Sunday, January 25, 2009

Unsung heroes

Like many people I enjoy watching nature films on television. Like everyone else I am amazed and delighted, occasionally awed, by the spectacular shots of scenery, and animals doing everything animals do, sometimes up close and personal. This, in all kinds of weather, all kinds of terrain. And I have often thought, hey, somebody is taking that picture.

But so often we don't know who that somebody is. If there's somebody making some kind of trek – to the top of a mountain, or through a park or rain forest, or along a particular river – we may know who that person is, at least come to know who s/he is during the course of the program, as s/he talks to us about what is being seen and experienced, and the Significance of It All. Yes, this person is visiting these amazing, often dangerous places, proving himself or herself (most often himself) all kinds of intrepid, but hey, the photographer is right there with him! Sometimes ahead of him, so as to capture that moment the Intrepid Explorer takes the final steps up that impossibly steep stretch of mountain. Intrepid Photographer is right there, and lugging a bunch of heavy equipment in the bargain. And getting none of the glory.

And then there are the people-less programs like Arctic Bears, which I watched recently on PBS, or The Penguins of the Antarctic of a couple of years back. On these kinds of shows, you know you've got photographers working in extreme conditions. And what they give us are all these wonderful shots of mama polar bears sheltering baby polar bears, romping with them in the snow, teaching them how to scout for seals beneath the ice, then break through the ice to get at them. We get mind-boggling pictures of mama and papa Emperor penguins sheltering junior in the midst of blizzards, or making the very long march from the sea to the traditional breeding grounds.

And there are programs like this on lions, on gorillas; there are all those underwater programs about fish or seals or whales or reefs. In all of them our unsung heroes, the photographers, are producing spectacular work for our delight and edification.

Of course the photographers are listed in the credits at the end of each program, but how many of you out there in television land take note of who they are as the credits go by? (Indeed, how many of you pay any attention to the credits at all?) I know I never do, even if I've had one of my 'there's a photographer there, taking that incredible shot,' thoughts, at some point in the show. Even in movies, how many of us take note of who the photographer (called, in the movies, a cinematographer) was, even if the photography was sensational? I think of the fairly recent The Painted Veil, (cinematographer, Stuart Dryburgh) with so many absolutely gorgeous shots. We know actors, we know directors, we don't know the people who make it possible for us to see the whatever it is. The only photographer I can think of offhand is James Wong Howe – who died in 1976 for heaven's sake – and even him I had to look up on the Internet, to make sure I was remembering his name correctly (I wasn't).

I was pleased to see included in a recent "trailer" (and why are they called that? They come before the actual film, do not trail after) of the upcoming Ken Burns program on our national parks, shots of photographers as they were doing their thing. We could see them all bundled up against the cold, or peering out of open helicopters, or bending over their cameras on steep, rocky slopes. This is the kind of acknowledgement I'd like to see more of, to remind us all of the eye and steady hand behind the beauty and the wonder.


PROBLEM REQUIREMENTS
Give a single number in reply. It is the count of lines below that contain the string "axis".

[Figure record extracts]

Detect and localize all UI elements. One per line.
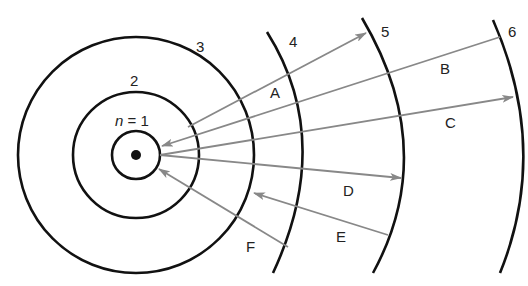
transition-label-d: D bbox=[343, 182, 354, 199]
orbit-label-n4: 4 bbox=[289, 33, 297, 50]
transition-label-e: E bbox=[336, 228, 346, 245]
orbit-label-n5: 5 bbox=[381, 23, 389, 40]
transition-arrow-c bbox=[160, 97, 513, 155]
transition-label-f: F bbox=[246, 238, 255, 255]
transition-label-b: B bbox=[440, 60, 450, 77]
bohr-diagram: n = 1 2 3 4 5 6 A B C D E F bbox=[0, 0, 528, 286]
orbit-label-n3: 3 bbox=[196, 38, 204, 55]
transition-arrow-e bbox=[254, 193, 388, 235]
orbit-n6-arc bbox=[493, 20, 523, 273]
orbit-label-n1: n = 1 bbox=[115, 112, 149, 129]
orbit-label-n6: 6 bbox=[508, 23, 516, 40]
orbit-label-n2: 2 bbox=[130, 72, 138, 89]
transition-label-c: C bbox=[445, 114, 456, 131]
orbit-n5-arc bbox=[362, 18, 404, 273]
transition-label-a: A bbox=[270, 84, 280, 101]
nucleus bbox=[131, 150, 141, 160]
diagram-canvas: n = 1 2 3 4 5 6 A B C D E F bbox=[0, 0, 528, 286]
--
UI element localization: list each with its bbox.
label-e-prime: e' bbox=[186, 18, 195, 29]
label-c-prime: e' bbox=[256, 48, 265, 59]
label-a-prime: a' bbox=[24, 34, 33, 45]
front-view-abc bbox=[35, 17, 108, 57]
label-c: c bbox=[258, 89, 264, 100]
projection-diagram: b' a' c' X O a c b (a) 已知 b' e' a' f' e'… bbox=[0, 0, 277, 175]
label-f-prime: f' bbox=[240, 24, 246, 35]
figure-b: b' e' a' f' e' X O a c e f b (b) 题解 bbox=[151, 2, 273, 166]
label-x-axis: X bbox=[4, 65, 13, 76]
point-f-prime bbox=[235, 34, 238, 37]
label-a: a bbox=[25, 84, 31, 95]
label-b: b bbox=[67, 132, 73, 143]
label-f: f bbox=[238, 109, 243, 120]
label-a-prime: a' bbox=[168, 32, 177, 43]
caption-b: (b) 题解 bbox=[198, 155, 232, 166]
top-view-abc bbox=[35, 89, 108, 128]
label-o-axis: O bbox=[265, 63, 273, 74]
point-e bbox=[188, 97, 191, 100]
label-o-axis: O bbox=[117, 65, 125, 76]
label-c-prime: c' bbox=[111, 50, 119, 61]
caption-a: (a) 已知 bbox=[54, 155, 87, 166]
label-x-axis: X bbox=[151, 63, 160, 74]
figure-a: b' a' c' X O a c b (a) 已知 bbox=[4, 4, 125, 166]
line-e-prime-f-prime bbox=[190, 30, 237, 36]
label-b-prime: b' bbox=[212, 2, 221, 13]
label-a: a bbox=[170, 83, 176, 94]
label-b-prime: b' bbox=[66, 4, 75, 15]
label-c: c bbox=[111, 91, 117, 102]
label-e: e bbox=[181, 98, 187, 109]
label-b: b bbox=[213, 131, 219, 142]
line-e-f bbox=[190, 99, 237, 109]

COMPLETED EXERCISE
4